Purpose – The purpose of this paper is to provide a summary report and reflect on a recently passed PhD thesis (Sharaborova, 2014b) related to project management topics. Design/methodology/approach – This paper focussed on narrative reflection upon the completed doctoral journey. Findings – This paper presents the thesis findings, the research models, the guide in dealing with the early warning signs that developed as a result of this research and the contribution made to theory and practice. Research limitations/implications – Limitations of the research and the perspectives of the further diffusion of the research findings are considered. Originality/value – This TRN is a PhD candidate’s point of view as well as the opinions of the scientific research supervisors about the doctoral study and its outcome. The paper could be useful for novice researchers who wish to conduct their research and did not yet make a decision.


2015 ◽  
Vol 23 (3) ◽  
pp. 260-270
Author(s):  
Iara Vigo de Lima

Purpose – The purpose of this paper is to analyse Michel Foucault’s new epistemological model regarding an analogy between the theory of language and economic thought in the seventeenth and eighteenth centuries.
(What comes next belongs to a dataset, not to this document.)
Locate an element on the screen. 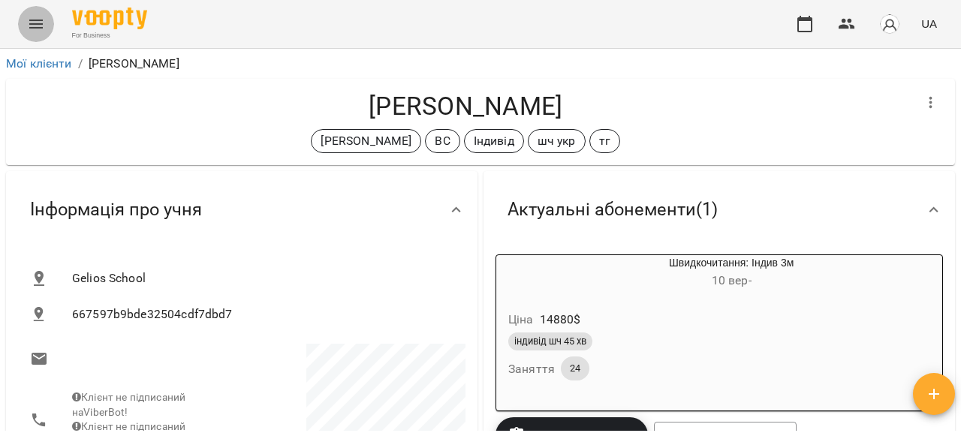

Design/methodology/approach – Through the scrutiny of language, Foucault intended to demonstrate that some analogies, among different branches of knowledge (interdiscursive practice), allow us to apprehend the underlying configuration of thought regarding ontological and epistemological conditions that have historically determined knowledge. He draws a parallel between four theoretical segments borrowed from general grammar (Attribution, Articulation, Designation and Derivation) and economic thought on wealth. Findings – One of the most remarkable propositions of this approach is that the theory of language and economic thought were epistemologically isomorphic in that context. What the theory of language stated in relation to “attribution” and “articulation” corresponded to the “theory of value” in economic thought. What grammar investigated regarding “designation” and “derivation” was analogous to the “theory of money and trade” in economic thought. The relationships that were – directly and diagonally – identified between and among them led to the conclusion that there was ‘a circular and surface causality’ in economic thought insofar as “circulation” preceded “production”. It was “superficial” because it could not find an explanation for the cause of “wealth”, which was only possible when “production” was placed in the front position of theories. Practical implications – Such an epistemological point of view can inspire other studies in the history of economic thought. Originality/value – This paper offers a perspective on how to think about the history of ontological and epistemological conditions of economic thought.